Saturday, 28 February 2015

Anyone for Organised Religion?



Who is a fan of organised religion?

Certainly not novelist Philip Pullman who once said, “I know whom we must fight... it is the Church. For all its history, it has tried to suppress and control every natural impulse. That is what the Church does, and every church is the same: control, destroy, and obliterate every good feeling.”

I don’t agree with that. A community of oppressed individuals, devoid of good feelings, controlled by Machiavellian clergy is not what I see at All Saints' or Saint Mary's at all. pretty well the exact opposite actually. 'The gentleman doth protest too much methinks.' 

But like Pullman I’m not a fan of organised religion either. And I'm a vicar! It seems, in fact, that there is hardly anyone ready to stick up for it. Even the pope these days seems to prefer a simple, unfussy approach to all the pomp and circumstance of religious piety.

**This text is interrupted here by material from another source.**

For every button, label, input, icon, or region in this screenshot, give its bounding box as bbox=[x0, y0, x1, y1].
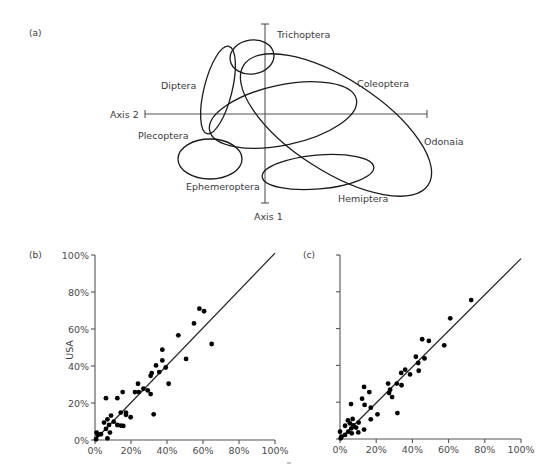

Like the person tasked with arguing the case on Radio 5’s Fighting Talk for Wayne Rooney being a greater England captain than World Cup winning legend Bobby Moore, endorsing organised religion feels like defending the indefensible.

Why does western culture hate organised religion though? We would protest if our children were being educated in a disorganised school. We would never go under the knife of a disorganised surgeon. We would vote out a disorganised government. We would withdraw our money from a disorganised bank.

Our problem is not with organisation at all. It's surely with religion. I think it’s the churchiness, religiosity and political manoeuvring you get when the Church loses the plot that is such a turn off for so many. If anyone was ever opposed to organised religion in that sense it was Jesus. That, humanly speaking, is what got him crucified.

But the disciplines we associate with Lent; worship, prayer, fasting, studying scripture, giving, mastering temptation and self-denial - organised religion if you like - are all things that Jesus specifically singled out for endorsement, not condemnation (see Matthew 6.6, 6.17, 22.29, 6.3, 26.41 and 16.24). They are not about 'obliterating good feelings'; they are intended to maximise our joy in Christ.

It is human nature to centre our lives on ourselves instead of on the Lord, to magnify our own worth above his. Something within the human heart just doesn't want Jesus to be Lord of our lives. There’s probably a bit of this too at the heart of our otherwise healthy aversion to organised religion. 

The focus of Lent is to root out all the clutter until our faith is simple, straightforward, Jesus-centred and unencumbered by the sin that so easily entangles.